You mean consumers or you mean the corporations? I mean corporations and policymakers. Is it simply that they don't understand that these dyes are toxic? Or is it like the smoking companies where there's so much profit to be made by making people sick that they just don't care and they will do anything to get the soda into the hand of the kid to drive them to consume as much sugar as possible? It feels maddening. Can I tell you something? The cigarette companies bought up a lot of the food companies back in the 70s.
RJR Nabisco, Philip Morris Kraft. They've divested some of this, but they basically then went in and designed these products to be hyper addictive. The truth is in Congress, the average member of Congress, and that's not obviously all, many, many do understand this, especially now we've met with over 150 members.
just don't understand this. They're not hearing this information. So in Congress, it's not malintent, although I think there are some that are colluding with the food industry in a conscious way and with ag and pharma, and you can read about that in my book, Food Fix. But for the most part, people in Congress are just wanting to do the right thing.
the corporations themselves are amoral. I mean, they're focused on creating profit for shareholders. Now, there are good actors in there, and there are people who have tried to do good things, like Andrew Newy at Pepsi, tried to improve their food, but got fired because it was hitting their bottom line too hard. You know,
Mark Schneider at Nestle is doing quite a lot to actually change things to move a lot of their supply chain to regenerative agriculture and take a lot of bad ingredients out of food.
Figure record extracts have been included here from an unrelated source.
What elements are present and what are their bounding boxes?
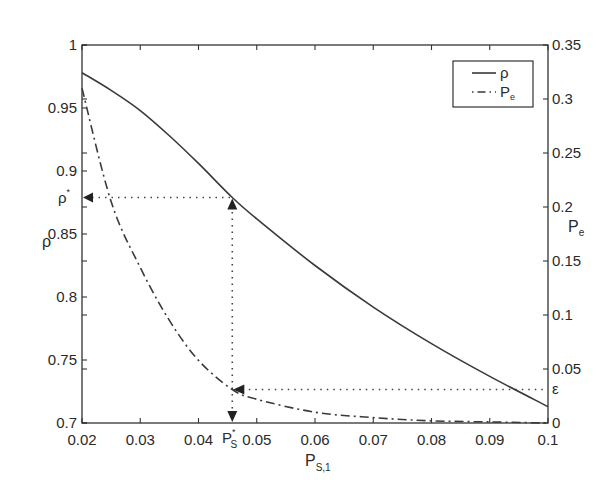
y-left-tick-label: 0.75 (48, 351, 77, 368)
y-right-tick-label: 0.15 (552, 252, 581, 269)
x-tick-label: 0.07 (359, 431, 388, 448)
legend: ρ Pe (453, 61, 533, 107)
y-right-tick-label: 0 (552, 414, 560, 431)
x-tick-label: 0.03 (126, 431, 155, 448)
y-right-tick-label: 0.3 (552, 90, 573, 107)
svg-text:PS,1: PS,1 (305, 452, 331, 473)
arrow-down-icon (227, 411, 237, 422)
data-series (82, 73, 548, 423)
ps-star-label: P*S (222, 427, 238, 450)
rho-star-label: ρ* (58, 187, 71, 206)
x-tick-label: 0.02 (67, 431, 96, 448)
y-right-tick-label: 0.2 (552, 198, 573, 215)
y-right-tick-label: 0.35 (552, 36, 581, 53)
y-left-tick-label: 0.9 (56, 162, 77, 179)
pe-curve (82, 88, 548, 423)
x-tick-label: 0.04 (184, 431, 213, 448)
x-tick-label: 0.06 (300, 431, 329, 448)
epsilon-label: ε (552, 380, 559, 397)
svg-text:Pe: Pe (568, 218, 585, 238)
y-right-tick-label: 0.05 (552, 360, 581, 377)
annotation-guides (83, 192, 548, 422)
chart: 0.020.030.040.050.060.070.080.090.10.70.… (0, 0, 611, 497)
y-left-tick-label: 1 (69, 36, 77, 53)
y-left-tick-label: 0.85 (48, 225, 77, 242)
y-axis-left-label: ρ (42, 233, 51, 250)
y-left-tick-label: 0.8 (56, 288, 77, 305)
y-left-tick-label: 0.7 (56, 414, 77, 431)
y-axis-right-label: Pe (568, 218, 585, 238)
arrow-left-icon (233, 385, 244, 395)
y-left-tick-label: 0.95 (48, 99, 77, 116)
x-tick-label: 0.05 (242, 431, 271, 448)
x-tick-label: 0.09 (475, 431, 504, 448)
legend-rho-label: ρ (500, 64, 509, 81)
arrow-left-icon (83, 192, 93, 202)
y-right-tick-label: 0.1 (552, 306, 573, 323)
x-tick-label: 0.08 (417, 431, 446, 448)
y-right-tick-label: 0.25 (552, 144, 581, 161)
x-tick-label: 0.1 (538, 431, 559, 448)
rho-curve (82, 73, 548, 407)
x-axis-label: PS,1 (305, 452, 331, 473)
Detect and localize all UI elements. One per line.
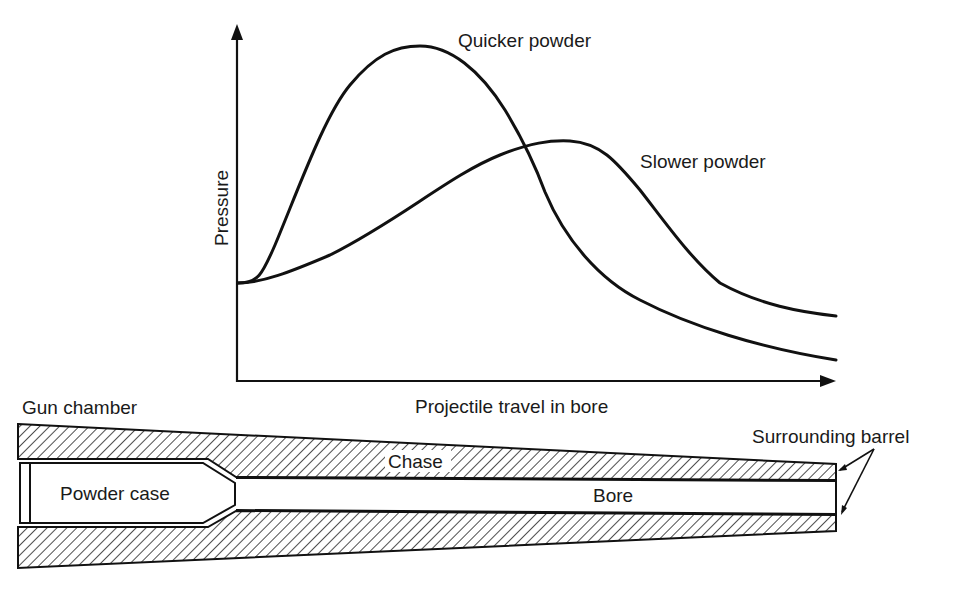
quicker-powder-label: Quicker powder [458, 30, 592, 51]
powder-case-label: Powder case [60, 483, 170, 504]
x-axis-label: Projectile travel in bore [415, 396, 608, 417]
pressure-diagram: Quicker powder Slower powder Pressure Pr… [0, 0, 972, 593]
gun-chamber-label: Gun chamber [22, 397, 138, 418]
y-axis-arrow-icon [231, 24, 243, 40]
bore-label: Bore [593, 485, 633, 506]
quicker-powder-curve [238, 46, 836, 360]
pointer-arrow-top-icon [838, 464, 847, 471]
barrel-cross-section: Gun chamber Chase Powder case Bore Surro… [18, 397, 909, 568]
surrounding-barrel-label: Surrounding barrel [752, 426, 909, 447]
pressure-chart: Quicker powder Slower powder Pressure Pr… [211, 24, 836, 417]
slower-powder-label: Slower powder [640, 151, 766, 172]
y-axis-label: Pressure [211, 170, 232, 246]
pointer-arrow-bottom-icon [841, 505, 847, 515]
x-axis-arrow-icon [820, 375, 836, 387]
chase-label: Chase [388, 451, 443, 472]
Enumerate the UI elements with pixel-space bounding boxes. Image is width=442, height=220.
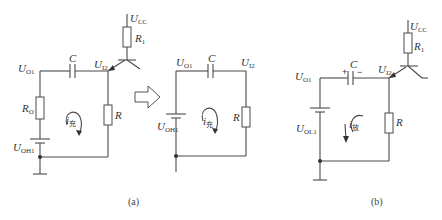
resistor-r1 [123,27,131,47]
battery-uoh1 [166,114,186,118]
label-minus: − [357,67,362,77]
label-ro: RO [21,102,34,116]
circuit-figure: UCC R1 UO1 C UI2 RO R UOH1 i充 UO1 [0,0,442,220]
caption-a: (a) [128,196,139,208]
circuit-a-left: UCC R1 UO1 C UI2 RO R UOH1 i充 [13,12,148,174]
label-uo1: UO1 [295,70,312,84]
label-uol1: UOL1 [296,122,317,136]
label-uo1: UO1 [176,56,193,70]
capacitor-c [348,71,353,85]
transistor [108,47,140,71]
circuit-a-right: UO1 C UI2 R UOH1 i充 [157,52,255,172]
resistor-r [385,113,393,133]
label-ucc: UCC [410,20,428,34]
capacitor-c [70,64,75,78]
label-r1: R1 [413,40,425,54]
label-r: R [114,109,122,121]
junction-dot [38,155,42,159]
caption-b: (b) [371,196,383,208]
battery-uoh1 [30,139,50,143]
resistor-r1 [404,33,412,53]
junction-dot [174,154,178,158]
label-r: R [232,111,240,123]
label-i-charge: i充 [203,115,213,129]
resistor-r [242,107,250,127]
label-plus: + [342,67,347,77]
label-c: C [208,52,216,64]
junction-dot [318,159,322,163]
label-ucc: UCC [130,12,148,26]
label-ui2: UI2 [94,58,108,72]
transform-arrow-icon [135,86,160,108]
transistor [389,53,428,78]
resistor-ro [36,97,44,119]
capacitor-c [208,64,213,78]
label-i-charge: i充 [66,114,76,128]
label-ui2: UI2 [378,63,392,77]
label-r: R [395,116,403,128]
label-uoh1: UOH1 [13,141,35,155]
battery-uol1 [310,108,330,112]
label-i-discharge: i放 [349,118,359,132]
label-c: C [69,52,77,64]
resistor-r [104,105,112,125]
circuit-b: UCC R1 UO1 C + − UI2 R UOL1 i放 [295,20,428,180]
label-ui2: UI2 [241,56,255,70]
label-r1: R1 [134,32,146,46]
label-uo1: UO1 [18,62,35,76]
emitter-arrow-icon [108,65,115,71]
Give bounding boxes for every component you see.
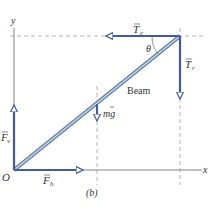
svg-text:F: F [42, 174, 50, 186]
svg-text:mg: mg [103, 108, 115, 119]
svg-text:T: T [185, 58, 192, 70]
angle-label: θ [146, 43, 151, 54]
force-vertical-label: F v [0, 131, 11, 145]
origin-label: O [2, 171, 10, 183]
svg-text:T: T [133, 23, 140, 35]
svg-text:v: v [7, 137, 11, 145]
beam-label: Beam [127, 85, 151, 96]
x-axis-label: x [202, 164, 208, 175]
weight-label: mg [103, 107, 115, 119]
svg-text:h: h [50, 180, 54, 188]
force-horizontal-label: F h [42, 174, 54, 188]
angle-arc [152, 36, 158, 54]
tension-c-label: T c [133, 23, 144, 37]
svg-text:r: r [192, 64, 195, 72]
figure-caption: (b) [86, 187, 98, 199]
free-body-diagram: y x O Beam θ T c T r mg F v F h (b) [0, 0, 210, 207]
tension-r-label: T r [185, 58, 195, 72]
y-axis-label: y [10, 15, 16, 26]
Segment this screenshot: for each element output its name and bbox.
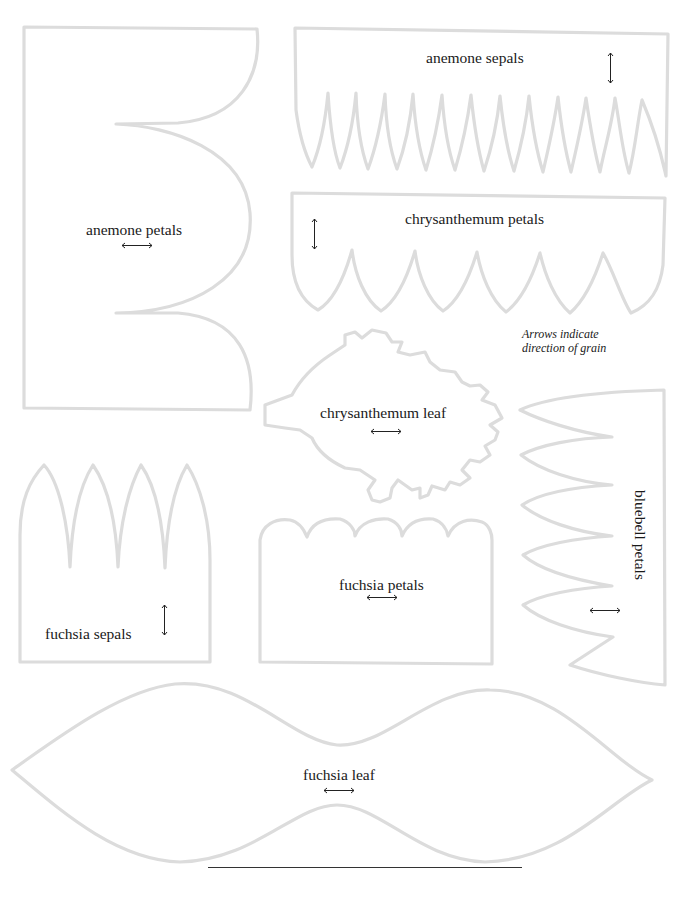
horizontal-arrow-icon [589,606,621,615]
grain-note-line2: direction of grain [522,341,606,355]
chrysanthemum-leaf-label: chrysanthemum leaf [320,405,446,421]
fuchsia-sepals-label: fuchsia sepals [45,626,132,642]
anemone-petals-outline [24,27,258,410]
chrysanthemum-petals-label: chrysanthemum petals [405,211,544,227]
anemone-petals-label: anemone petals [86,222,182,238]
vertical-arrow-icon [606,52,615,84]
vertical-arrow-icon [310,218,319,250]
horizontal-arrow-icon [366,593,398,602]
horizontal-arrow-icon [121,241,153,250]
bluebell-petals-label: bluebell petals [633,490,649,580]
horizontal-arrow-icon [323,786,355,795]
horizontal-arrow-icon [370,427,402,436]
grain-note-line1: Arrows indicate [522,327,606,341]
fuchsia-leaf-label: fuchsia leaf [303,767,375,783]
footer-rule [208,867,522,868]
vertical-arrow-icon [160,604,169,636]
fuchsia-petals-label: fuchsia petals [339,577,424,593]
anemone-sepals-label: anemone sepals [426,50,524,66]
grain-note: Arrows indicate direction of grain [522,327,606,355]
Walmart, Doug McMillan is doing good things to actually help improve food access to healthier food. They're the biggest organic grocer in the world now.
So, you know, there are good people, but the bottom line is that the incentives are wrong, right? So if your incentive is to sell more pesticides, herbicides, nitrogen fertilizer, to sell more soda and junk food, like that's what you're going to do. And unfortunately, you know, the weight is so heavy. Just one other quick example. In Washington, there was a bill that was a GMO labeling bill, just to label foods with GMO.
And that bill was fought really aggressively by the food industry. They spent $192 million collectively to defeat this bill. The only other country that doesn't label GMO, I think, is Syria or something like that. And Russia does. China does. We're working on front-of-package food labeling as part of our Food Fix Initiative with the FDA.
And in South America, for example, if you go to South America, they have like a stop sign in black and it says, this will kill you basically. Don't eat this. Like a cigarette warning label.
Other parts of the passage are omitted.